Wednesday, February 3, 2021

Ichong v. Hernandez, 101 Phil. 1155 [Case Digest]

 

Ichong v. Hernandez,

101 Phil. 1155

Facts:

            RA 1180 – An Act to Regulate the Retail Business was enacted to nationalize the retail trade business in the Philippines.  The law prohibits persons not citizens of the Philippines, and against associations, partnerships, or corporations the capital of which are not wholly owned by citizens of the Philippines, from engaging directly or indirectly in the retail trade and other prohibitions and regulations.

            Petitioner attacks the constitutionality of the Act, contending that it denies to alien residents the equal protection of the laws and deprives of their liberty and property without due process of law.  SolGen content that the Act was passed in the valid exercise of the police power of the State, which exercise is authorized in the Constitution in the interest of national economic survival.

 

Issue:

            Whether or not the Act is unconstitutional because it denies alien residents the equal protection of the laws.

 

Held:

            No.

 

Ratio:

            The equal protection of the law clause is against undue favor and individual or class privilege, as well as hostile discrimination or the oppression of inequality. It is not intended to prohibit legislation, which is limited either in the object to which it is directed or by territory within which is to operate. It does not demand absolute equality among residents; it merely requires that all persons shall be treated alike, under like circumstances and conditions both as to privileges conferred and liabilities enforced. The equal protection clause is not infringed by legislation which applies only to those persons falling within a specified class, if it applies alike to all persons within such class, and reasonable grounds exists for making a distinction between those who fall within such class and those who do not.

            The classification is actual, real and reasonable, and all persons of one class are treated alike, and as it cannot be said that the classification is patently unreasonable and unfounded, it is in duty bound to declare that the legislature acted within its legitimate prerogative and it can not declare that the act transcends the limit of equal protection established by the Constitution.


▸ **Task directions**
Lines that include "tpind" make up the answer; copy all of them from the data below.
───── Available records ─────
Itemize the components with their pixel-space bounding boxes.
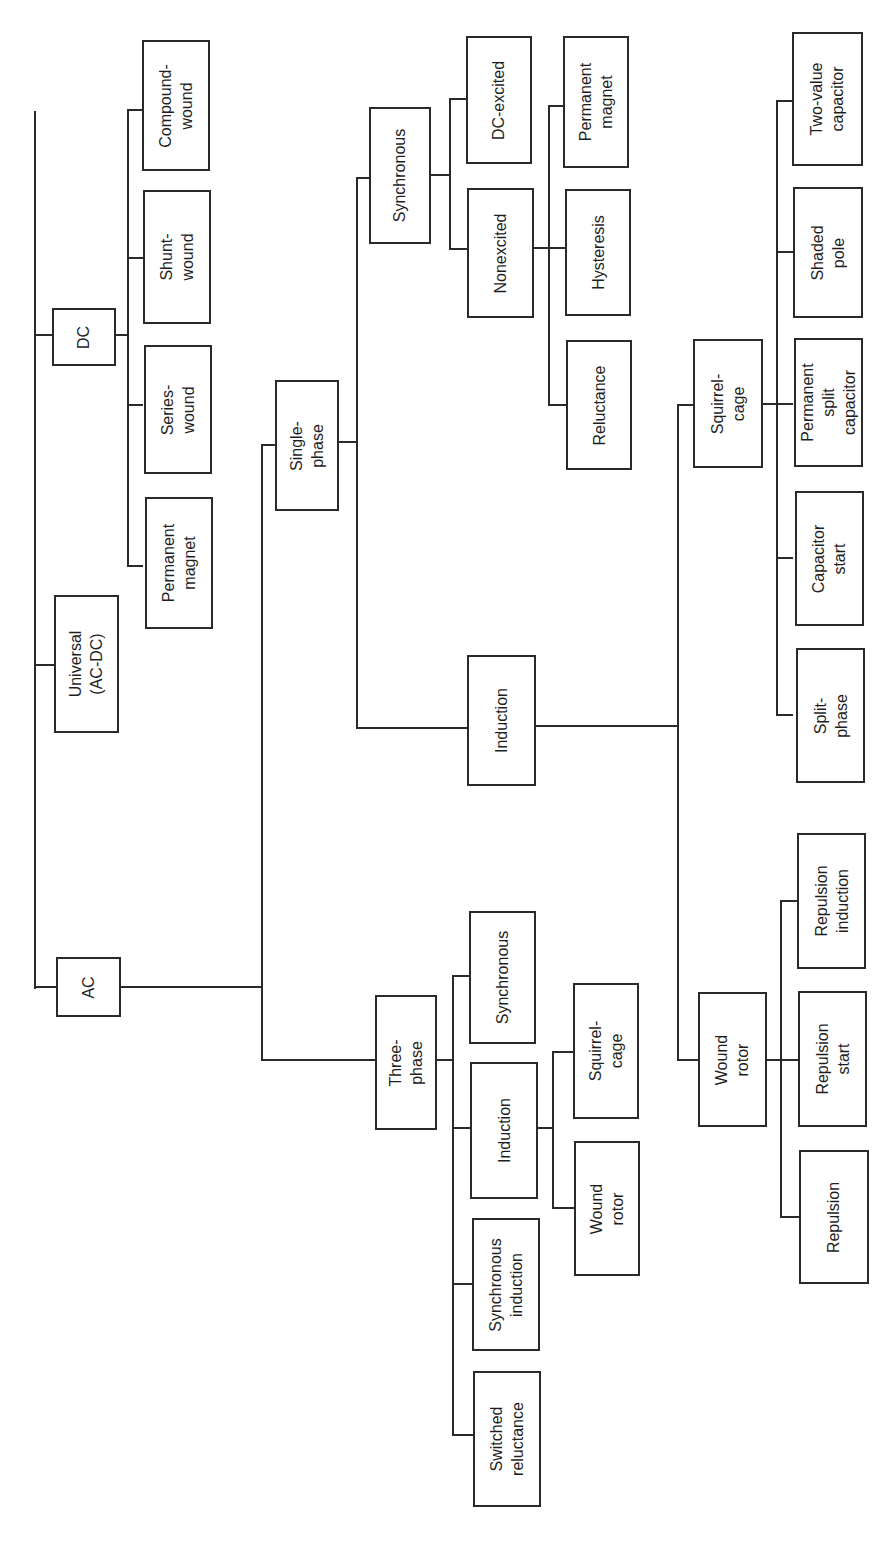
node-dc-permanent-magnet: Permanent magnet bbox=[145, 497, 213, 629]
connector-spsc-twovalue bbox=[776, 100, 793, 102]
node-label: DC bbox=[73, 325, 94, 348]
node-three-phase: Three- phase bbox=[375, 995, 437, 1130]
connector-sync-dcexcited bbox=[449, 98, 467, 100]
connector-nonex-pm bbox=[548, 105, 564, 107]
connector-sp-sync bbox=[356, 177, 370, 179]
node-label: Capacitor start bbox=[809, 524, 851, 592]
node-sp-repulsion: Repulsion bbox=[799, 1150, 869, 1284]
connector-dc-compound bbox=[127, 109, 143, 111]
node-sp-wound-rotor: Wound rotor bbox=[698, 992, 767, 1127]
node-label: Series- wound bbox=[157, 384, 199, 435]
node-label: Repulsion start bbox=[812, 1023, 854, 1094]
node-sp-shaded-pole: Shaded pole bbox=[793, 187, 863, 318]
connector-ac-three bbox=[261, 1059, 376, 1061]
node-label: Synchronous induction bbox=[485, 1238, 527, 1331]
node-label: Universal (AC-DC) bbox=[66, 631, 108, 698]
node-tp-squirrel-cage: Squirrel- cage bbox=[573, 983, 639, 1119]
node-sp-permanent-magnet: Permanent magnet bbox=[563, 36, 629, 168]
connector-spind-wr bbox=[677, 1059, 699, 1061]
node-label: Permanent magnet bbox=[575, 63, 617, 141]
connector-spsc-split bbox=[776, 714, 793, 716]
node-sp-dc-excited: DC-excited bbox=[466, 36, 532, 164]
node-label: Reluctance bbox=[589, 365, 610, 445]
node-dc-series-wound: Series- wound bbox=[144, 345, 212, 474]
node-tp-synchronous-induction: Synchronous induction bbox=[472, 1218, 540, 1351]
connector-spind-sc bbox=[677, 404, 694, 406]
node-label: Shunt- wound bbox=[156, 233, 198, 280]
connector-root-universal bbox=[34, 664, 55, 666]
connector-tp-trunk bbox=[452, 975, 454, 1436]
connector-dc-trunk bbox=[127, 109, 129, 567]
node-label: Synchronous bbox=[492, 931, 513, 1024]
node-label: Repulsion induction bbox=[811, 865, 853, 936]
connector-dc-pm bbox=[127, 565, 143, 567]
connector-tp-induction bbox=[452, 1127, 471, 1129]
connector-sync-nonexcited bbox=[449, 248, 468, 250]
node-sp-split-phase: Split- phase bbox=[796, 648, 865, 783]
connector-root-trunk bbox=[34, 111, 36, 989]
node-sp-synchronous: Synchronous bbox=[369, 107, 431, 244]
node-label: Two-value capacitor bbox=[807, 63, 849, 136]
node-dc-shunt-wound: Shunt- wound bbox=[143, 190, 211, 324]
node-tp-wound-rotor: Wound rotor bbox=[574, 1141, 640, 1276]
node-label: AC bbox=[78, 976, 99, 998]
node-sp-repulsion-induction: Repulsion induction bbox=[797, 833, 866, 969]
node-label: Hysteresis bbox=[588, 215, 609, 290]
node-sp-hysteresis: Hysteresis bbox=[565, 189, 631, 316]
node-label: Shaded pole bbox=[807, 225, 849, 280]
connector-sp-induction bbox=[356, 727, 468, 729]
node-sp-reluctance: Reluctance bbox=[566, 340, 632, 470]
node-sp-repulsion-start: Repulsion start bbox=[798, 991, 867, 1127]
connector-tpind-sc bbox=[552, 1051, 574, 1053]
connector-sync-out bbox=[429, 174, 451, 176]
connector-spwr-repind bbox=[780, 900, 798, 902]
node-label: Three- phase bbox=[385, 1039, 427, 1086]
node-label: Induction bbox=[494, 1098, 515, 1163]
node-sp-induction: Induction bbox=[467, 655, 536, 786]
node-tp-synchronous: Synchronous bbox=[469, 911, 536, 1044]
connector-root-ac bbox=[34, 986, 57, 988]
node-universal: Universal (AC-DC) bbox=[54, 595, 119, 733]
connector-nonex-trunk bbox=[548, 105, 550, 406]
node-label: Synchronous bbox=[390, 129, 411, 222]
connector-tpind-wr bbox=[552, 1207, 575, 1209]
node-tp-switched-reluctance: Switched reluctance bbox=[473, 1371, 541, 1507]
connector-sp-trunk bbox=[356, 177, 358, 729]
connector-spind-trunk bbox=[677, 404, 679, 1061]
node-label: Nonexcited bbox=[490, 213, 511, 293]
connector-tpind-trunk bbox=[552, 1051, 554, 1209]
node-label: Permanent magnet bbox=[158, 524, 200, 602]
node-label: Single- phase bbox=[286, 421, 328, 471]
node-label: Compound- wound bbox=[155, 64, 197, 148]
connector-ac-trunk bbox=[261, 444, 263, 1061]
node-sp-squirrel-cage: Squirrel- cage bbox=[693, 339, 763, 468]
node-label: Wound rotor bbox=[586, 1183, 628, 1233]
node-tp-induction: Induction bbox=[470, 1062, 538, 1199]
connector-spsc-trunk bbox=[776, 100, 778, 716]
node-sp-two-value-capacitor: Two-value capacitor bbox=[792, 32, 863, 166]
node-label: Wound rotor bbox=[712, 1034, 754, 1084]
node-label: Squirrel- cage bbox=[585, 1021, 627, 1081]
node-sp-permanent-split-capacitor: Permanent split capacitor bbox=[794, 338, 863, 467]
connector-dc-shunt bbox=[127, 257, 143, 259]
node-label: Permanent split capacitor bbox=[797, 363, 860, 441]
node-dc: DC bbox=[52, 308, 116, 366]
connector-tp-syncind bbox=[452, 1283, 473, 1285]
connector-root-dc bbox=[34, 334, 53, 336]
node-label: Switched reluctance bbox=[486, 1402, 528, 1476]
node-label: Squirrel- cage bbox=[707, 373, 749, 433]
node-sp-capacitor-start: Capacitor start bbox=[795, 491, 864, 626]
connector-spsc-capstart bbox=[776, 557, 793, 559]
motor-classification-tree: DC Compound- wound Shunt- wound Series- … bbox=[0, 0, 886, 1541]
node-label: Induction bbox=[491, 688, 512, 753]
node-label: DC-excited bbox=[489, 60, 510, 139]
connector-sp-out bbox=[337, 441, 358, 443]
connector-tp-sync bbox=[452, 975, 470, 977]
node-dc-compound-wound: Compound- wound bbox=[142, 40, 210, 171]
connector-ac-out bbox=[120, 986, 263, 988]
node-sp-nonexcited: Nonexcited bbox=[467, 188, 534, 318]
connector-spsc-shaded bbox=[776, 251, 793, 253]
connector-nonex-reluctance bbox=[548, 404, 567, 406]
connector-spwr-out bbox=[765, 1059, 799, 1061]
node-single-phase: Single- phase bbox=[275, 380, 339, 511]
─────
▸ **Reply to the exercise**
connector-tpind-sc bbox=[552, 1051, 574, 1053]
connector-tpind-wr bbox=[552, 1207, 575, 1209]
connector-tpind-trunk bbox=[552, 1051, 554, 1209]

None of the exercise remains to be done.